There are three layers to pay attention to:
- Reusable hardware: Like SpaceX’s Falcon and Starship, X‑37B is part of a broader shift from disposable to reusable infrastructure. The more we can reuse, the cheaper and more frequent orbital missions become – which eventually bleeds into commercial markets like satellite servicing, debris removal, and in-orbit manufacturing.
- Classified payloads: The secrecy is the point. X‑37B can host experimental sensors, small satellites, and potentially even “inspection” payloads meant to approach or observe other spacecraft. That raises uncomfortable but unavoidable questions about norms for behavior in orbit.
- Radiation and materials data: Officially disclosed experiments around radiation tolerance of materials, electronics, and biological samples will feed into civilian science as well, informing how we design chips, structures, and life-support systems for long missions.
Connect this back to the rest of today’s newsletter and a pattern emerges: whether we’re talking about photonic chips challenging NVIDIA, AI-heavy data centers, or orbital spaceplanes, the cutting edge of hardware is about squeezing more performance out of harsh environments – thermally, energetically, or radiatively.
For the Tekin Army, X‑37B is a reminder that the same industry building your next-gen gaming rig is increasingly intertwined with defense and space. The GPUs that train massive models, the materials that survive in orbit, and the sensors that feed military networks all share supply chains, R&D flows, and political constraints.
News 6: 22,000 Tech Jobs Gone – Inside the 2025 Layoff Wave and What It Signals Next
TechCrunch reports that more than 22,000 people have been laid off from tech companies in 2025 so far. The official reasons sound familiar: automation, cost-cutting, and strategic realignment. But read between the lines, and you see something more structural: we’re in the early stages of a post-hype correction for the last decade of growth.
Three big drivers are visible across company filings and internal memos:
- AI-driven automation: The same LLMs and agent frameworks we covered in our 2026 AI trends piece are now replacing or compressing roles in customer support, content marketing, low-level coding, QA, and even parts of data analysis.
- Higher interest rates and investor pressure: The era of “grow at all costs” is over. Investors want profitability, or at least a credible path to it. That means trimming experimental bets, duplicate teams, and “nice-to-have” orgs that don’t sit directly on the main revenue streams.
- Pivots toward AI and core infra: Cloud giants, social networks, and productivity platforms are shoveling headcount and capex into AI infrastructure – GPUs, model teams, and integration projects – and away from side products that no longer have a clear moat.

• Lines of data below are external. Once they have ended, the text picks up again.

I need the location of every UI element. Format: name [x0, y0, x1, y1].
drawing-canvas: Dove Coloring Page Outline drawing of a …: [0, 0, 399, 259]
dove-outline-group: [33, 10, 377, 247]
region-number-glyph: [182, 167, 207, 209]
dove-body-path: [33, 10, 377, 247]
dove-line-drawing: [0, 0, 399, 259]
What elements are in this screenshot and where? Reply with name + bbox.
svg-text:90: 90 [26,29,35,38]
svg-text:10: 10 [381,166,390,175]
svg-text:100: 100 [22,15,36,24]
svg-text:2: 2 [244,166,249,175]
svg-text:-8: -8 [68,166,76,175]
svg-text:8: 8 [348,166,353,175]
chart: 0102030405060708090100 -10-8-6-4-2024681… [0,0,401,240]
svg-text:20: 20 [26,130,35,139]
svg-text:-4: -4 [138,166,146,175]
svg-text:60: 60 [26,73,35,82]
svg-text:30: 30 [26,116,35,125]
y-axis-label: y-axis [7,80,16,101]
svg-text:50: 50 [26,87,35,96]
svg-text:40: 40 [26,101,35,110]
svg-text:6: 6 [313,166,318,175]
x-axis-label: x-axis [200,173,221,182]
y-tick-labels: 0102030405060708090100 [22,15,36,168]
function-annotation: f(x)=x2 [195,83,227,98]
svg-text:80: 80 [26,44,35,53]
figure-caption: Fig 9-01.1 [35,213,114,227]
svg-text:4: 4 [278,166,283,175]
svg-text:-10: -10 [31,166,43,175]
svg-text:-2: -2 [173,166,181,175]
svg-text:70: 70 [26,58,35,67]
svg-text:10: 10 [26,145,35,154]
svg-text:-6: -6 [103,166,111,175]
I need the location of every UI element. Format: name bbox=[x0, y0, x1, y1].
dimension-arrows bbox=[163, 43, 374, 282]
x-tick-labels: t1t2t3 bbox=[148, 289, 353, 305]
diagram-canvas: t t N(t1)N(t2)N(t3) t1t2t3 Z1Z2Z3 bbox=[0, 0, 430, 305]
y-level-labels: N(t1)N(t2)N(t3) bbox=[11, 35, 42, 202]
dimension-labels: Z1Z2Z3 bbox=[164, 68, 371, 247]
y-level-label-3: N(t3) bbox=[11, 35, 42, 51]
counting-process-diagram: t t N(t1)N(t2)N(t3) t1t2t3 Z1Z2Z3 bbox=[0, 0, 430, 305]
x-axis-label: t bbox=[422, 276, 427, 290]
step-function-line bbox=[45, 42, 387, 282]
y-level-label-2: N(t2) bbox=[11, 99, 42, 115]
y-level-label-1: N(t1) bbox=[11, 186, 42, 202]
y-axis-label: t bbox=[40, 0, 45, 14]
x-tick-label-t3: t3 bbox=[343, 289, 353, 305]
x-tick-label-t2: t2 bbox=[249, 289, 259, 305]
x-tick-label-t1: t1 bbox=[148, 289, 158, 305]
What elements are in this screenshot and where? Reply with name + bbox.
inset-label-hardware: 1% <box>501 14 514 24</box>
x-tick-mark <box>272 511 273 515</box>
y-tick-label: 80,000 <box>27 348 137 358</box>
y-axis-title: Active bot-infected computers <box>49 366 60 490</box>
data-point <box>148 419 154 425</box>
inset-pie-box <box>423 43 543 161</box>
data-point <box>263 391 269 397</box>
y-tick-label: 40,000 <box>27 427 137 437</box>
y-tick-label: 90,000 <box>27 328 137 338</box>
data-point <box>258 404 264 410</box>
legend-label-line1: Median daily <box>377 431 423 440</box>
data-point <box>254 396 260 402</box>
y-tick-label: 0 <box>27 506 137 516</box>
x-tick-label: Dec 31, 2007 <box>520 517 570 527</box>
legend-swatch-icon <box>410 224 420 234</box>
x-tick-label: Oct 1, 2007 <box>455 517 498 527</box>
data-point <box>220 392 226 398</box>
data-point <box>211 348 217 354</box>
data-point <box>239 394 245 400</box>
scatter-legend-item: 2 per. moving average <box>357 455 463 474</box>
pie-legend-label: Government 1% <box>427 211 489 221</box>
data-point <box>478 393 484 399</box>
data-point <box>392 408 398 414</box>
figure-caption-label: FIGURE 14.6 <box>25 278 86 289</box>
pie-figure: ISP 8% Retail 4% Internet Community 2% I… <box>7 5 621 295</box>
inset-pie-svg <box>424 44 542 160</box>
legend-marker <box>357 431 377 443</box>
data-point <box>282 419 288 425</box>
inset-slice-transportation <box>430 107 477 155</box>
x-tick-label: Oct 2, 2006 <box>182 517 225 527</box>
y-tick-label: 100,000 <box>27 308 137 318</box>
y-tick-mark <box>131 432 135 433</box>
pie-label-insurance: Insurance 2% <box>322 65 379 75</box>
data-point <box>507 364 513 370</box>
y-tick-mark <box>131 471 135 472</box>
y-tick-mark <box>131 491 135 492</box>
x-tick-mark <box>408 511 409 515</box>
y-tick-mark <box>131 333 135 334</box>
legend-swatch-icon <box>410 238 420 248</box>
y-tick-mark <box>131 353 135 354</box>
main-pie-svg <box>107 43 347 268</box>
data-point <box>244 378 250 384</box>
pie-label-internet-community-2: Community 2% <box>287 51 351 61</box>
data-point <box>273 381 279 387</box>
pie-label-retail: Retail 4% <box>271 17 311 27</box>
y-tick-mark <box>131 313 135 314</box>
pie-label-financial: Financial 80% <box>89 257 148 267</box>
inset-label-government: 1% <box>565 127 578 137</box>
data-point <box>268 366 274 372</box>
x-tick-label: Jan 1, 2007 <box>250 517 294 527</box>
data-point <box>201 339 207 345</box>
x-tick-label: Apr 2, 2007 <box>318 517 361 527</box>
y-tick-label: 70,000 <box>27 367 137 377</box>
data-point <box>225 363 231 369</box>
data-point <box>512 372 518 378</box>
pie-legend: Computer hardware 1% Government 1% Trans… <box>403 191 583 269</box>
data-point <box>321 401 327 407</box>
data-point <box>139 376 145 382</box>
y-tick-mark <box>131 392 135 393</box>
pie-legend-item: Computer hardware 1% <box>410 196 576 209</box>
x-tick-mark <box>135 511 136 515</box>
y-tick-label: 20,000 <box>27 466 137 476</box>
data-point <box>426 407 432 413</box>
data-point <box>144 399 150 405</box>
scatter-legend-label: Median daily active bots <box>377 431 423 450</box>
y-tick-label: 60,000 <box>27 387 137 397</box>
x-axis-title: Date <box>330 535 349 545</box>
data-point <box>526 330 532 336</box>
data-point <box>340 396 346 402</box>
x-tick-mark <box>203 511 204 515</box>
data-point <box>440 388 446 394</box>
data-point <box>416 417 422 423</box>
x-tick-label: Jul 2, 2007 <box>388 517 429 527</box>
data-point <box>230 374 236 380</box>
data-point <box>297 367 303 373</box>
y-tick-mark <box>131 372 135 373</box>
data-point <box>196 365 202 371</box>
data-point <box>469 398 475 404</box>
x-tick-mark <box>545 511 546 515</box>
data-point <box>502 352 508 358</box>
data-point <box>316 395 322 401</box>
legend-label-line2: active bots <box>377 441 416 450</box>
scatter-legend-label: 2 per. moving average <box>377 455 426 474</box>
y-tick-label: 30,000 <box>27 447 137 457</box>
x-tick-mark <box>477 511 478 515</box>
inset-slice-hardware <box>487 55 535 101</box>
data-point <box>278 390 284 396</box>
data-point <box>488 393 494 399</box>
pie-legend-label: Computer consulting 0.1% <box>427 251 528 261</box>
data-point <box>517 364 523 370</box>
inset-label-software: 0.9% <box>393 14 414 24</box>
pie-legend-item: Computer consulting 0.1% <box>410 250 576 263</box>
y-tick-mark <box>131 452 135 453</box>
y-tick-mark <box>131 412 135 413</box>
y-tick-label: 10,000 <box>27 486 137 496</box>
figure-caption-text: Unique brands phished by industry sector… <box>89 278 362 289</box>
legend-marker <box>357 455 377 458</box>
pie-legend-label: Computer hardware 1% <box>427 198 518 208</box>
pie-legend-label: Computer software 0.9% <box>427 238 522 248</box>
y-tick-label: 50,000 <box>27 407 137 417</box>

If you work in tech, gaming, or adjacent fields, the signal is clear:
- Being “just” a generalist engineer, designer, or PM is getting riskier. Understanding how to use, build on, or compete alongside AI systems is becoming table stakes.
- Frictionless, high-leverage skills – like building internal tools with AI, automating workflows, or orchestrating agents – are likely to be more resilient than roles tied to repetitive manual tasks.
- The indie and creator paths (building your own tools, games, or micro-SaaS) are more plausible than ever technically, thanks to AI tooling – but financially and emotionally, they’re also more volatile.
For the wider industry, the 2025 layoff wave is a reminder that “AI eats the world” is not just a slogan; it’s a reallocation of who gets paid to do what. Some of the people being laid off will end up founding the next wave of startups. Others may exit the industry entirely. The real question for the Tekin Army is: where do you want to sit when the dust settles – and what are you learning now that your 2028 self will thank you for?